Although Arnold had stopped writing serious poetry, there were moments when he still felt impelled to compose verses. These do contain some references to local Surrey places. For example, in a poem called "Rome-Sickness," he writes, "I pass'd to-day o'er Walton Heath," and "I cross'd St George's Hill today," and amongst the four elegies which comprise Last Poems (1885) there are three poems about dead pets which show just how much he loved his familiar surroundings. One is an elegy to his beloved dachshund Geist. The dog, whose name is the German word for "spirit" or "intelligence" (as in zeitgeist), was still young, only four years old, and Arnold referred to him in a letter of 3 December 1880 to his remaining son Richard as "your dear, dear little boy" (LL V: 123). Part of this sad memorial poem runs:

Yet would we keep thee in our heart —
Would fix our favourite on the scene,
Nor let thee utterly depart
And be as if thou ne'er hadst been.

.......................................

We lay thee, close within our reach,
Here, where the grass is smooth and warm,
Between the holly and the beech,
Where oft we watch'd thy couchant form,

Asleep, yet lending half an ear
To travellers on the Portsmouth Road.
There build we thee, O guardian dear,
Mark'd with a stone, thy last abode!

"Geist's Grave" is hardly great poetry, but it provides a useful antidote to the view of Arnold as a aloof and intent on edification and the dissemination of culture.

Related Material

Bibliography

Arnold, Matthew. The Letters of Matthew Arnold (cited as LL). Ed. Cecil Y. Lang. 6 vols. Charlottesville and London: University of Virginia Press, 1996-2001.

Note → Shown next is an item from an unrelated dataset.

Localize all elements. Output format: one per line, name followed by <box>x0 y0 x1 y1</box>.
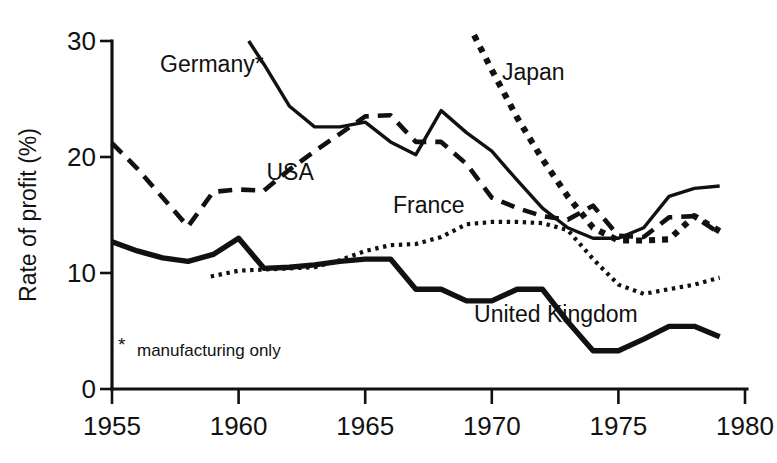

_____. "Wordsworth." In Matthew Arnold: Poetry and Prose. Ed. John Bryson. London, Rupert Hart-Davis, 1954. 698-714.

Murray, Nicholas. A Life of Matthew Arnold. London: Sceptre, 1996.

"The whole educated intelligence of England." The Times.19 April 1888: 9. Times Digitl Archive. Web. 7 May 2017.

"Thomas and Matthew Arnold." Westminster Abbey (this shows both the monuments to him, as well as the bust of his father). Web. 7 May 2017.